Donna is right, the Irish were never considered “non white” as such, they were discriminated against primarily because of their religion and that many Irish immigrants were poor and uneducated (if I remember correctly about the nativist riots in NYC, the earlier Irish immigrants were often Irish protestants or scotts Irish, and they resented the waves of later Irish immigrants who were Catholic).
It is telling that when in the 1920’s they passed the first immigration restrictions since the Asian exclusion acts, that it basically blocked immigrants from southern and eastern Europe (Italians, Greeks, Poles, Russians, etc) to a very low quota, it was like 22,000 total from those regions combined, it basically did not limit immigration from Nothern Europe (what the law did was limit immigration to a percent of the population before 1890; by 1890 the Irish already had a lot of people here, as did people from Germany, England, and to a lesser extent Scandinavia, so their quote was much larger, basically pretty much allowed in anyone who wanted to come), and one of the reasons was people from Eastern and Southern Europe were considered non Anglo Saxon and didn’t have the work ethic and such of the ‘northern races’ (to use the writing of the time).
The difference was that post WWII, the Irish, Italians, Greeks, Poles, Russians and so forth, and even the Jews, became de facto white in the atititudes of most, the restrictions on living in some areas, the job discrimination that was one rampant, diminished and died off, before WWII for example if you were from such a background, companies like IBM and Bell Labs would likely not hire you, and if they did they certainly had ‘quotas’ (not too bright, someone pointed out to leaders of places like IBM and Bell Labs the accomplishments of people like Marconi and Enrico Fermi and the many Jewish scientists who had helped revolutionize physics and chemistry and such, and the response was “that is a different story”…)…post WWII it was very different…which is not true of blacks and hispanics and others, where lingering discrimination is still the norm, if more subtle than outright bans once were.
As far as Joseph Kennedy goes, the feelings against him were a combination of things, some of the repugnance was in how he amassed his wealth and also his major part of the machine politics dominated by Irish Catholics in Boston, much the same as in Tammany Hall was in NYC. I don’t know about him being a bootlegger, that one I have never been able to track down for veracity, but I do know for certain that Kennedy made a lot of money selling basically watered securities (Ie where they just kept issuing new stock shares, without adjusting the price of existing ones) or ones in companies that were basically a sham from the start to simply sell fictional stock, including reputedly somehow getting a list of the soldiers who died in WWI who would presumably get death benefits and selling crap stocks and bonds to the families of the deceased, which I haven’t been able to run down.
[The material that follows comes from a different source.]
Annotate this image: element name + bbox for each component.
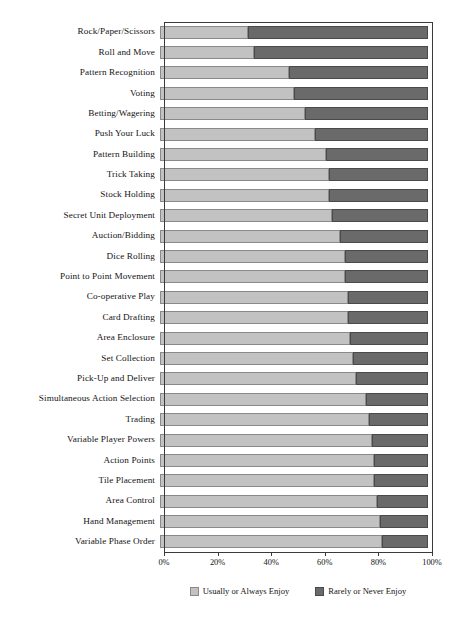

I am sure being Irish and a Catholic also worked against him, but some of it was also the kind of person he was. (Put it this way, there was a reason Roosevelt put him in charge as the first head of the SEC, he basically told Kennedy he was a thief and a crook, and who better than someone who knew every scheme to head the agency regulating it…and supposedly when Kennedy balked, FDR told him it was either he head the SEC, and enforce the law, or go to jail under the new law).
As far as Kennedy getting in with that little essay, it was a different time, back then the kids going to the elite prep schools were almost guaranteed admissions to the ivy league schools, and remember that in that day, before the second world war, a college like Harvard was probably almost entirely filled up with full pay students (which obviously old Papa Joe could pay), there just wasn’t the kind of financial aid available back then. Sure, there were always ‘scholarship’ students from more modest backgrounds, who caught someone’s eye and ended up at the prep schools (sometimes because they were outstanding students, standouts, others because they were athletes) and then got a scholarship to harvard, but they were a small minority of the population, so if you were in some way in the ‘gentleman’s league’ ie the top prep schools, and daddy could pay full freight, there just wan’t the competition to the elite schools.